Alan Parker: Career Profile

Like contemporaries Ridley Scott and Adrian Lyne, Alan Parker made his name in advertising before turning his hand to the big screen. Perhaps that explains why many of his films, from eye-catching debut "Bugsy Malone" (1976) to the blockbuster musical "Evita" (1996), have been lavish spectacles whose opulent visuals conceal a hollow dramatic core.

Not that Parker is incapable of restraint. "Shoot the Moon" (1982) was a painfully raw study of a disintegrating marriage, while he let the music do the talking in Dublin-based crowd-pleaser "The Commitments" (1991).

It's just that this London-born film maker tends to let scale and bombast take precedence over human drama - nowhere more so than in "Angela's Ashes" (1999), which took Frank McCourt's gentle memoir of growing up in 1930s Limerick and transformed it into an overblown tableau of sentimentalised Irish hardship.

Parker's refusal to limit himself to one genre makes him a difficult director to pigeon-hole.
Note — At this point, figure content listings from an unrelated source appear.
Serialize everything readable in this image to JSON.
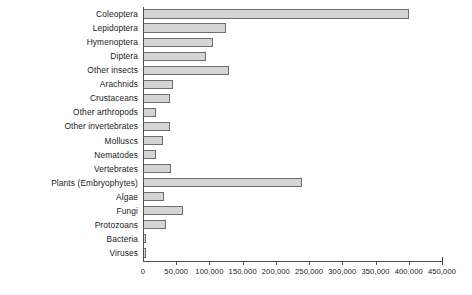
{
  "chart_data": {
    "type": "bar",
    "orientation": "horizontal",
    "title": "",
    "xlabel": "",
    "ylabel": "",
    "xlim": [
      0,
      450000
    ],
    "xticks": [
      0,
      50000,
      100000,
      150000,
      200000,
      250000,
      300000,
      350000,
      400000,
      450000
    ],
    "xtick_labels": [
      "0",
      "50,000",
      "100,000",
      "150,000",
      "200,000",
      "250,000",
      "300,000",
      "350,000",
      "400,000",
      "450,000"
    ],
    "grid": false,
    "legend": false,
    "bar_color": "#d4d4d4",
    "bar_edge_color": "#6e6e6e",
    "axis_color": "#4d4d4d",
    "categories": [
      "Coleoptera",
      "Lepidoptera",
      "Hymenoptera",
      "Diptera",
      "Other  insects",
      "Arachnids",
      "Crustaceans",
      "Other arthropods",
      "Other invertebrates",
      "Molluscs",
      "Nematodes",
      "Vertebrates",
      "Plants (Embryophytes)",
      "Algae",
      "Fungi",
      "Protozoans",
      "Bacteria",
      "Viruses"
    ],
    "values": [
      400000,
      125000,
      105000,
      95000,
      130000,
      45000,
      40000,
      20000,
      40000,
      30000,
      20000,
      42000,
      240000,
      32000,
      60000,
      35000,
      5000,
      5000
    ]
  }
}
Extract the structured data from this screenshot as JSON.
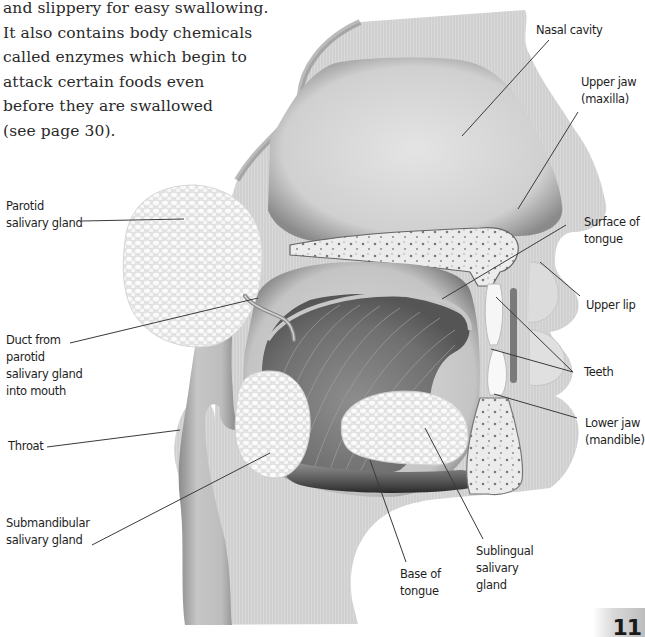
{
  "body_text": {
    "lines": [
      "and slippery for easy swallowing.",
      "It also contains body chemicals",
      "called enzymes which begin to",
      "attack certain foods even",
      "before they are swallowed",
      "(see page 30)."
    ]
  },
  "diagram": {
    "labels": {
      "nasal_cavity": "Nasal cavity",
      "upper_jaw": [
        "Upper jaw",
        "(maxilla)"
      ],
      "parotid": [
        "Parotid",
        "salivary gland"
      ],
      "surface_tongue": [
        "Surface of",
        "tongue"
      ],
      "upper_lip": "Upper lip",
      "duct": [
        "Duct from",
        "parotid",
        "salivary gland",
        "into mouth"
      ],
      "teeth": "Teeth",
      "lower_jaw": [
        "Lower jaw",
        "(mandible)"
      ],
      "throat": "Throat",
      "submandibular": [
        "Submandibular",
        "salivary gland"
      ],
      "base_tongue": [
        "Base of",
        "tongue"
      ],
      "sublingual": [
        "Sublingual",
        "salivary",
        "gland"
      ]
    }
  },
  "page": {
    "number": "11"
  }
}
His oeuvre encompasses hard-hitting real-life dramas ("Midnight Express", "Mississippi Burning"), supernatural thrillers ("Angel Heart") and modern musicals ("Pink Floyd The Wall", "Fame"), while even his failures (period epic "Come See the Paradise", black comedy "The Road to Wellville)" have ambition on their side.

Parker has also been an outspoken chairman of the , and is now head of the . It is these last roles that have taken up much of his energies of late, to the inevitable detriment of his directing career.